One day last year I came home, north a bit from Cherry Valley Road and Rt. 16, and from our driveway I could see a column of black smoke south of Rt. 16, as it turns out right along Cherry Valley Road.

It was a blow from the Iraq war striking within a mile of my house.

If you didn’t know the war had come to Licking County, let me explain, or at least explain my inference.

What had happened was a young man, new to driving a tanker truck, just back from surviving a tour driving such heavy vehicles around the Tigris and Euphrates Rivers, had rolled over the edge of the 175 year-plus Showman Bridge into Raccoon Creek.

He was not impaired, and the weather was fine, and in my opinion there is only one explanation for what killed him. When you don’t know which curve harbors snipers or which bridges hide bombs, and you deal with that uncertainty for a year, you don’t just shift back down to civilian pace overnight.

The young man who had proudly and honorably served his country by getting supplies and gear from point A to point B quickly and in one piece came home to support his new family in Ohio by doing much the same, but the tendency to punch the accelerator and go easy on the brake led to a load slosh that tipped him onto a railing, into a creekbed, and to his death a mile or so from my home.

Can you see why I think it’s fair to say he’s a casualty of the Iraq war? Sure, young drivers misjudge curves and turns all the time, and he might have lost his ticket if he had never been overseas.

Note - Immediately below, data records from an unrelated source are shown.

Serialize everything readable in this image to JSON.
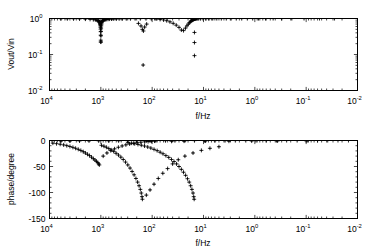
{
  "figure": {
    "background": "#ffffff",
    "foreground": "#000000",
    "marker_color": "#000000",
    "marker": "plus-cross",
    "width": 379,
    "height": 251
  },
  "chart_data": [
    {
      "type": "scatter",
      "id": "magnitude-plot",
      "title": "",
      "xlabel": "f/Hz",
      "ylabel": "Vout/Vin",
      "xscale": "log",
      "yscale": "log",
      "x_reversed": true,
      "xlim": [
        10000,
        0.01
      ],
      "ylim": [
        0.01,
        1.0
      ],
      "grid": false,
      "legend": null,
      "xticks": [
        10000,
        1000,
        100,
        10,
        1,
        0.1,
        0.01
      ],
      "xticklabels": [
        "10^4",
        "10^3",
        "10^2",
        "10^1",
        "10^0",
        "10^-1",
        "10^-2"
      ],
      "xtick_bases": [
        "10",
        "10",
        "10",
        "10",
        "10",
        "10",
        "10"
      ],
      "xtick_exponents": [
        "4",
        "3",
        "2",
        "1",
        "0",
        "-1",
        "-2"
      ],
      "yticks": [
        1,
        0.1,
        0.01
      ],
      "yticklabels": [
        "10^0",
        "10^-1",
        "10^-2"
      ],
      "ytick_bases": [
        "10",
        "10",
        "10"
      ],
      "ytick_exponents": [
        "0",
        "-1",
        "-2"
      ],
      "series": [
        {
          "name": "Vout/Vin magnitude",
          "marker": "plus-cross",
          "x": [
            6000,
            4500,
            3400,
            2600,
            2000,
            1620,
            1400,
            1280,
            1200,
            1150,
            1120,
            1095,
            1075,
            1060,
            1048,
            1038,
            1030,
            1022,
            1016,
            1011,
            1007,
            1004,
            1001,
            999,
            996,
            992,
            988,
            982,
            975,
            966,
            955,
            940,
            922,
            900,
            875,
            845,
            810,
            770,
            725,
            675,
            620,
            560,
            500,
            440,
            380,
            320,
            265,
            215,
            170,
            132,
            104,
            84,
            70,
            60,
            52,
            45,
            39,
            34,
            30,
            27,
            24.5,
            22.5,
            21,
            19.8,
            18.8,
            18.0,
            17.4,
            16.9,
            16.5,
            16.2,
            15.9,
            15.7,
            15.5,
            15.35,
            15.2,
            15.1,
            15.0,
            14.9,
            14.8,
            14.7,
            14.5,
            14.2,
            13.8,
            13.2,
            12.4,
            11.4,
            10.2,
            9.0,
            7.8,
            6.6,
            5.5,
            4.5,
            3.6,
            2.9,
            2.3,
            1.8,
            1.4,
            1.1,
            0.85,
            0.62,
            0.44,
            0.3,
            0.19,
            0.11,
            0.055,
            0.028
          ],
          "y": [
            0.985,
            0.982,
            0.978,
            0.972,
            0.962,
            0.948,
            0.932,
            0.918,
            0.902,
            0.884,
            0.866,
            0.845,
            0.82,
            0.792,
            0.76,
            0.722,
            0.68,
            0.63,
            0.572,
            0.505,
            0.43,
            0.345,
            0.25,
            0.222,
            0.33,
            0.44,
            0.54,
            0.625,
            0.695,
            0.752,
            0.798,
            0.836,
            0.866,
            0.89,
            0.91,
            0.926,
            0.938,
            0.948,
            0.956,
            0.963,
            0.968,
            0.972,
            0.976,
            0.979,
            0.982,
            0.984,
            0.986,
            0.988,
            0.989,
            0.988,
            0.982,
            0.968,
            0.945,
            0.912,
            0.866,
            0.806,
            0.735,
            0.655,
            0.568,
            0.478,
            0.461,
            0.54,
            0.625,
            0.7,
            0.762,
            0.812,
            0.852,
            0.882,
            0.906,
            0.924,
            0.938,
            0.949,
            0.957,
            0.963,
            0.968,
            0.972,
            0.975,
            0.978,
            0.98,
            0.982,
            0.984,
            0.986,
            0.987,
            0.988,
            0.989,
            0.99,
            0.991,
            0.991,
            0.992,
            0.992,
            0.993,
            0.993,
            0.994,
            0.994,
            0.995,
            0.995,
            0.996,
            0.996,
            0.997,
            0.997,
            0.998,
            0.998,
            0.999,
            0.999,
            1.0,
            1.0
          ]
        },
        {
          "name": "notch-minima",
          "marker": "plus-cross",
          "x": [
            1000,
            150,
            15.0,
            15.0,
            15.0
          ],
          "y": [
            0.222,
            0.051,
            0.41,
            0.215,
            0.093
          ]
        },
        {
          "name": "notch-2-shoulder",
          "marker": "plus-cross",
          "x": [
            185,
            165,
            155,
            148,
            140,
            128
          ],
          "y": [
            0.73,
            0.62,
            0.5,
            0.45,
            0.58,
            0.7
          ]
        }
      ]
    },
    {
      "type": "scatter",
      "id": "phase-plot",
      "title": "",
      "xlabel": "f/Hz",
      "ylabel": "phase/degree",
      "xscale": "log",
      "yscale": "linear",
      "x_reversed": true,
      "xlim": [
        10000,
        0.01
      ],
      "ylim": [
        -150,
        0
      ],
      "grid": false,
      "legend": null,
      "xticks": [
        10000,
        1000,
        100,
        10,
        1,
        0.1,
        0.01
      ],
      "xticklabels": [
        "10^4",
        "10^3",
        "10^2",
        "10^1",
        "10^0",
        "10^-1",
        "10^-2"
      ],
      "xtick_bases": [
        "10",
        "10",
        "10",
        "10",
        "10",
        "10",
        "10"
      ],
      "xtick_exponents": [
        "4",
        "3",
        "2",
        "1",
        "0",
        "-1",
        "-2"
      ],
      "yticks": [
        0,
        -50,
        -100,
        -150
      ],
      "yticklabels": [
        "0",
        "-50",
        "-100",
        "-150"
      ],
      "series": [
        {
          "name": "phase-branch-1",
          "marker": "plus-cross",
          "x": [
            1070,
            1100,
            1150,
            1220,
            1300,
            1400,
            1520,
            1660,
            1820,
            2000,
            2200,
            2450,
            2750,
            3100,
            3500,
            4000,
            4600,
            5300,
            6200,
            7300,
            8600
          ],
          "y": [
            -47,
            -45,
            -42.5,
            -40,
            -37.5,
            -35,
            -32,
            -29,
            -26.5,
            -24,
            -21.5,
            -19.2,
            -17.0,
            -15.0,
            -13.2,
            -11.5,
            -9.9,
            -8.5,
            -7.2,
            -6.1,
            -5.1
          ]
        },
        {
          "name": "phase-branch-1-upper",
          "marker": "plus-cross",
          "x": [
            900,
            760,
            640,
            540,
            455,
            385,
            325,
            275,
            232,
            196,
            166,
            140,
            120,
            103,
            90
          ],
          "y": [
            -30,
            -24,
            -19.5,
            -16,
            -13,
            -10.5,
            -8.4,
            -6.7,
            -5.3,
            -4.2,
            -3.3,
            -2.6,
            -2.0,
            -1.5,
            -1.1
          ]
        },
        {
          "name": "phase-branch-2",
          "marker": "plus-cross",
          "x": [
            155,
            158,
            163,
            170,
            180,
            192,
            207,
            225,
            246,
            270,
            298,
            330,
            366,
            407,
            453,
            505,
            563,
            628,
            700,
            780,
            870,
            970
          ],
          "y": [
            -113,
            -108,
            -101,
            -94,
            -87,
            -80,
            -73,
            -66,
            -59.5,
            -53,
            -47,
            -41.5,
            -36.5,
            -32,
            -28,
            -24.5,
            -21,
            -18,
            -15.5,
            -13,
            -11,
            -9.2
          ]
        },
        {
          "name": "phase-branch-2-right",
          "marker": "plus-cross",
          "x": [
            130,
            110,
            92,
            76,
            62,
            50,
            40,
            31,
            23,
            16,
            11,
            7.5,
            5.0
          ],
          "y": [
            -105,
            -95,
            -84,
            -73,
            -63,
            -54,
            -45,
            -37,
            -30,
            -24,
            -19,
            -15,
            -12
          ]
        },
        {
          "name": "phase-branch-3",
          "marker": "plus-cross",
          "x": [
            15.2,
            15.5,
            16.0,
            16.8,
            17.8,
            19.0,
            20.5,
            22.3,
            24.5,
            27.0,
            30.0,
            33.5,
            37.5,
            42.0,
            47.5,
            54.0,
            61.5,
            70.0,
            80.0,
            92.0,
            106,
            122,
            141,
            163,
            189,
            219,
            254,
            295
          ],
          "y": [
            -113,
            -108,
            -101,
            -94,
            -87,
            -80,
            -73.5,
            -67,
            -61,
            -55.5,
            -50,
            -45,
            -40.5,
            -36.5,
            -32.5,
            -29,
            -25.5,
            -22.5,
            -19.5,
            -17,
            -14.5,
            -12.5,
            -10.6,
            -9.0,
            -7.5,
            -6.2,
            -5.1,
            -4.1
          ]
        },
        {
          "name": "phase-baseline",
          "marker": "plus-cross",
          "x": [
            6000,
            4000,
            2600,
            1700,
            1100,
            700,
            450,
            300,
            200,
            130,
            85,
            55,
            36,
            23,
            15,
            9.5,
            6.0,
            3.8,
            2.4,
            1.5,
            0.95,
            0.6,
            0.38,
            0.24,
            0.15,
            0.095,
            0.06,
            0.038,
            0.024,
            0.015
          ],
          "y": [
            -1.2,
            -1.0,
            -0.9,
            -0.8,
            -0.7,
            -0.7,
            -0.6,
            -0.6,
            -0.5,
            -0.5,
            -0.5,
            -0.4,
            -0.4,
            -0.4,
            -0.3,
            -0.3,
            -0.3,
            -0.2,
            -0.2,
            -0.2,
            -0.2,
            -0.1,
            -0.1,
            -0.1,
            -0.1,
            0.0,
            0.0,
            0.0,
            0.0,
            0.0
          ]
        },
        {
          "name": "phase-sparse-markers",
          "marker": "plus-cross",
          "x": [
            110,
            42,
            24,
            9.2,
            3.2,
            1.15,
            0.36,
            0.1
          ],
          "y": [
            -1.0,
            -1.5,
            -1.2,
            -1.0,
            -1.3,
            -1.0,
            -0.8,
            -0.6
          ]
        }
      ]
    }
  ]
}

But I make that sweeping left turn from Reddington onto Cherry Valley over the old aqueduct all the time, and I keep thinking about how just a little too much “gung ho,” a bit too edgy a nerve ending about crossing where you can see the piers where they meet the water, and whoosh, bam, boom. You’re dead.

Of course if the military paid a full benefit for such a death after discharge and coming home, they would end up spending billions, right? Insert your favorite military spending joke here.

This won’t be a Purple Heart or a name for some future Iraq “Conflict” memorial, just an unlucky guy who died trying to make a living after surviving military service. Now, if he had some kind of brain injury, which the VA tells us is showing up for one in five returning vets, maybe he could have gotten a medical check that would have taken him out of the cab of that truck on that day.

Did he have some level of post traumatic stress, undiagnosed, that could have been treated to help him throttle back in life in general, and in heavy trucks specifically? They’re suggesting that half of returnees from both Iraq and Afghanistan should get assessment and treatment for PTSD, helping them ease back into the rhythms of hometown life.

With the primary debates and discussions, I heard an interesting quote out of South Carolina from a man who said he voted for John McCain. “I think he’ll get us out of Iraq fastest.”

That’s interesting, since many other candidates are working hard to say specifically that they’ll get the troops home fastest. McCain’s said quite a few things about Iraq, but getting the troops back home soon isn’t one of them.

But this fellow was a retired soldier himself, and what he seemed to be saying was that he knows how soldiers feel about war, and about being overseas, and he knew McCain had spent five and a half years in the infamous Hanoi Hilton wanting to get home.

What too many folks don’t seem to know is that soldiers and sailors and Marines and aviators all have three things in common if they’re career professional military. 1) They love training. 2) They are made somewhat uneasy by peace and quiet, ‘tis true. 3) They hate war.

Truly, the warrior class as a whole hates war. They like knowing that their training and preparation makes them ready for actions that most citizens are not capable of, and need someone to perform from time to time, such as flying helicopters out over the Gulf Coast and New Orleans to save 30,000 people from rooftops after Katrina. They like that knowledge, that capacity in themselves, a great deal.

They hate war, though. They know what it does to their friends and to the innocent and they know full well what it does to themselves. They love training all the more, so that sweat displaces blood.

Will McCain get our troops back to driving tanker trucks, slowly, down Cherry Valley Road? I don’t know about that, but I can see why someone would think he’d try, and try effectively.